Most people have financial goals. A child’s education. Retirement. A house. The problem is not the goal itself. The problem is that many goals are emotionally clear but financially vague.
Someone may say, “I want ₹50 lakh for education in 10 years,” or “I want ₹2 crore for retirement.” That sounds serious. But until the number, timeline, and saving capacity are tested together, it is not yet a plan. It is a wish with a label.
Why goals often fail
Many people start from the goal name and stop there. A useful goal is defined by four things: how much may actually be needed, when the money may be needed, how much can be saved toward it, and what other goals are competing for the same money.
Without that, almost any goal can sound achievable.
A simple example
Suppose a family wants ₹50 lakh in 10 years for a child’s education and is starting from zero. If they save ₹15,000 a month, they will contribute ₹18 lakh over 10 years. The rest has to come from growth.
That may still be possible. But now add a second goal: ₹30 lakh for a house down payment in 5 years. Add existing EMIs, school expenses, and retirement saving. Now the question changes.
The real question is no longer “Is this a good goal?” It becomes: can all these goals be funded together without weakening the household?
A quick feasibility test
- Amount: Is the target based on a rough reality check, or just a hopeful number?
- Timeline: When is the money actually needed, and how flexible is that date?
- Monthly capacity: What can the household save without breaking cash flow or starving other priorities?
- Competition: What else is drawing from the same monthly surplus?
If these four answers are weak, the goal is probably not yet ready. It may still matter, but it is not yet properly structured.
What usually needs to change
When a goal does not look feasible in its current form, one of six things usually has to change: the timeline, the monthly contribution, the support level, the target amount, the investment risk taken, or the priority order among goals.
This is the uncomfortable part. But avoiding the numbers does not improve feasibility. It only delays the moment of truth.
The real test
Starting a SIP is not the same as funding a goal well. Activity can create emotional comfort without creating real progress.
A goal is genuinely in progress only when the amount is roughly estimated, the timeline is clear, the contribution is meaningful, and the goal fits within the wider household plan.
Good planning is not about dreaming smaller. It is about making sure your money, time, and priorities are aligned well enough for the goal to stand a real chance.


### Exercise objective
Each line in the entries that has the word "left" has to be copied.

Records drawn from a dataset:
= Beginning of Section =
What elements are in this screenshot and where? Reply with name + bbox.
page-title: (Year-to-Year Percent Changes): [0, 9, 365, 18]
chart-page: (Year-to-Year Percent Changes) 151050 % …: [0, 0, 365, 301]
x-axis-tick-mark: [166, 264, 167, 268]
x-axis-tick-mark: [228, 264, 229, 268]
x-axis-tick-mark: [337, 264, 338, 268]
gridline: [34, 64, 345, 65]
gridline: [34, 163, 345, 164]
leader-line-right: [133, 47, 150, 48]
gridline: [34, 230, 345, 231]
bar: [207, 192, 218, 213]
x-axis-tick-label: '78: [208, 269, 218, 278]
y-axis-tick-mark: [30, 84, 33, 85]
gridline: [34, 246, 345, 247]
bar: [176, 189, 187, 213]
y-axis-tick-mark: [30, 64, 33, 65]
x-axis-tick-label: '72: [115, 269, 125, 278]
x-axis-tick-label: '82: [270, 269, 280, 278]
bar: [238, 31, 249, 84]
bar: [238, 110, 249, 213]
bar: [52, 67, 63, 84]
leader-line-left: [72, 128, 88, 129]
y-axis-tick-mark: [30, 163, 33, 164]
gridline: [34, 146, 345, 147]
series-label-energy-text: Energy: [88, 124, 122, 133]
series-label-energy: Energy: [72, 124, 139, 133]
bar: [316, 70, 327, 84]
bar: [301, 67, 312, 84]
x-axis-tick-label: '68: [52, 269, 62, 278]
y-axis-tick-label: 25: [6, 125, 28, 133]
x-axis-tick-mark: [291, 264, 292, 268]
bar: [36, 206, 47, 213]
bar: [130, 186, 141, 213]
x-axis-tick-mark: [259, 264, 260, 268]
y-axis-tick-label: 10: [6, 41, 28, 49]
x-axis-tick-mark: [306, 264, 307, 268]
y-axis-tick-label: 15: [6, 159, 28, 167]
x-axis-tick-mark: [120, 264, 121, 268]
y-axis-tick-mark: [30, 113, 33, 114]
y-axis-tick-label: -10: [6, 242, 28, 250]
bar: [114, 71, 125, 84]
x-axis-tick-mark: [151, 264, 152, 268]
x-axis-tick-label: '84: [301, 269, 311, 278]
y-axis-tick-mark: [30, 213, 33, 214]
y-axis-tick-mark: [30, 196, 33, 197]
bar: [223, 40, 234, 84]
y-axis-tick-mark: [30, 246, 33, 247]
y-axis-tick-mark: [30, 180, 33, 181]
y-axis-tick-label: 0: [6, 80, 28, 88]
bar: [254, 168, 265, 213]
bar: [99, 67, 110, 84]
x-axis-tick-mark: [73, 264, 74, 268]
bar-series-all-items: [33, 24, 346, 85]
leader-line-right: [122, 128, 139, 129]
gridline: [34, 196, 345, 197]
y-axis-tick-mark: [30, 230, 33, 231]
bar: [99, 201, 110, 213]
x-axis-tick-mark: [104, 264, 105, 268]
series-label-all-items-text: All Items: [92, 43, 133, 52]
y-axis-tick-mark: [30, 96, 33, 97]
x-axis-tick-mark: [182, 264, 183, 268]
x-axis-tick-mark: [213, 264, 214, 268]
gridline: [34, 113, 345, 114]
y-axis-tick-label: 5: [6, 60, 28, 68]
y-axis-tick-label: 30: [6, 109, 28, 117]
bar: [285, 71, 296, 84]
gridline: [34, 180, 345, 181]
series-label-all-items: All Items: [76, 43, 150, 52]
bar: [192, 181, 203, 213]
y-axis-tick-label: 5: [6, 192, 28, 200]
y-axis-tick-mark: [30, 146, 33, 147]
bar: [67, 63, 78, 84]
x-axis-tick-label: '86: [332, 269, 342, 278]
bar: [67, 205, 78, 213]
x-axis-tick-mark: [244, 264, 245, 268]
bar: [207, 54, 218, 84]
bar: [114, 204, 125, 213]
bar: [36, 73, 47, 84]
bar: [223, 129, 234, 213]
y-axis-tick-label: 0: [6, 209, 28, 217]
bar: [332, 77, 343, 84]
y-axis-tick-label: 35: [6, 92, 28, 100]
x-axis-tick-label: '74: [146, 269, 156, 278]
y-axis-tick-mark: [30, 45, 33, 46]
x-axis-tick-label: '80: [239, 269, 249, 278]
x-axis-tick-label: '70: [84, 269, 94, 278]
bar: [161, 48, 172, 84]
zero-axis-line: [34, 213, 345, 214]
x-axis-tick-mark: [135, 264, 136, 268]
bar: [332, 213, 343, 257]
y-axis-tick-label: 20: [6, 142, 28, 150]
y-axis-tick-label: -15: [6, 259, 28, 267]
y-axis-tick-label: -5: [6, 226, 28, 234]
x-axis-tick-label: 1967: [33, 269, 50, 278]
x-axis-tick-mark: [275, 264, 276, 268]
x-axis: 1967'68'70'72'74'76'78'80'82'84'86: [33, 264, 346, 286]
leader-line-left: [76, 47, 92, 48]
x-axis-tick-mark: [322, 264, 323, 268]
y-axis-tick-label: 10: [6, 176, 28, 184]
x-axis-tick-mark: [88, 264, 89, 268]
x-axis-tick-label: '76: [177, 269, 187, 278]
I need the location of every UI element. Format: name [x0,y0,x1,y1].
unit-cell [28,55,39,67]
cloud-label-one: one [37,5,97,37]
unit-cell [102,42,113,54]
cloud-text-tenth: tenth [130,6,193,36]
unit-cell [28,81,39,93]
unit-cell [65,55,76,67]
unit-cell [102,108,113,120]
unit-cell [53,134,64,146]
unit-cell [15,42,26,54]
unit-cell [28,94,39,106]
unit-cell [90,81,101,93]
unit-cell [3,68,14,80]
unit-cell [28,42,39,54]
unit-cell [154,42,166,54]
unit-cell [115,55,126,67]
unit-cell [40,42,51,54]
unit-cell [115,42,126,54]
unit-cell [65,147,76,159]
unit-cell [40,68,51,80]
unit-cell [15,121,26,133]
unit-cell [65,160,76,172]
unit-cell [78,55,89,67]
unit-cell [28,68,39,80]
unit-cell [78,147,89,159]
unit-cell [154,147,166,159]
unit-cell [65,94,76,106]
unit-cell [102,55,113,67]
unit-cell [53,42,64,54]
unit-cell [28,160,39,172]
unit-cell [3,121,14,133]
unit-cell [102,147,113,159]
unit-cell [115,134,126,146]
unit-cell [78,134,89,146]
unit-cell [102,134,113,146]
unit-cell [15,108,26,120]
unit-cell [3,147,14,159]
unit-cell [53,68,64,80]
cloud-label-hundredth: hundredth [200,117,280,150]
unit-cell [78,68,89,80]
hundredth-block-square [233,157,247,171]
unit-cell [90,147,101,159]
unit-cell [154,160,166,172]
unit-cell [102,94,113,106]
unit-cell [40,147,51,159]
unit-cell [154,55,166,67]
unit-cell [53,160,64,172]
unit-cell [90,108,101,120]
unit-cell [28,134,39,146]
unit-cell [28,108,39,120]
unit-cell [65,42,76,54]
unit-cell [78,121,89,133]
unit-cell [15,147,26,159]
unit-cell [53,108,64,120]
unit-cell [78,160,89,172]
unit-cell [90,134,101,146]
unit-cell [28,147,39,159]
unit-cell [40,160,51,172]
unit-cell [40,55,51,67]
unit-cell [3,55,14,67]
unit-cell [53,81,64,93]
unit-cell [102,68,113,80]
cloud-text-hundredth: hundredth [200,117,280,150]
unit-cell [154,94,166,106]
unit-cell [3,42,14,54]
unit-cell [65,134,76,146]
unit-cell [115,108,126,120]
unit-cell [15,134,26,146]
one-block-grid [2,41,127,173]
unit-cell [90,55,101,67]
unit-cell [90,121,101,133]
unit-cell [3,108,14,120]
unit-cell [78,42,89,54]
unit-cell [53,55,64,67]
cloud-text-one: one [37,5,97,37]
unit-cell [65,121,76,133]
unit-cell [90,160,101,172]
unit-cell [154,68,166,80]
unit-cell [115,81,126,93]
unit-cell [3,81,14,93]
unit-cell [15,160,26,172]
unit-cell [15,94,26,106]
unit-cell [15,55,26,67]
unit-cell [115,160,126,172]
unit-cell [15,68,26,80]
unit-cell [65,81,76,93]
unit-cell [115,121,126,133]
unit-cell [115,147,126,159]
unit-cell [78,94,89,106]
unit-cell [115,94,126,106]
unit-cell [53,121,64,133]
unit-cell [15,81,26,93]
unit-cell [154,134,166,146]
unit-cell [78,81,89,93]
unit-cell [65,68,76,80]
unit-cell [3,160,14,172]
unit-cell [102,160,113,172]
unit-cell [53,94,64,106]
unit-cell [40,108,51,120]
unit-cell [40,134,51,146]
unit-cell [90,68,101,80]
= End of Section =
### Output of the exercise
leader-line-left: [72, 128, 88, 129]
leader-line-left: [76, 47, 92, 48]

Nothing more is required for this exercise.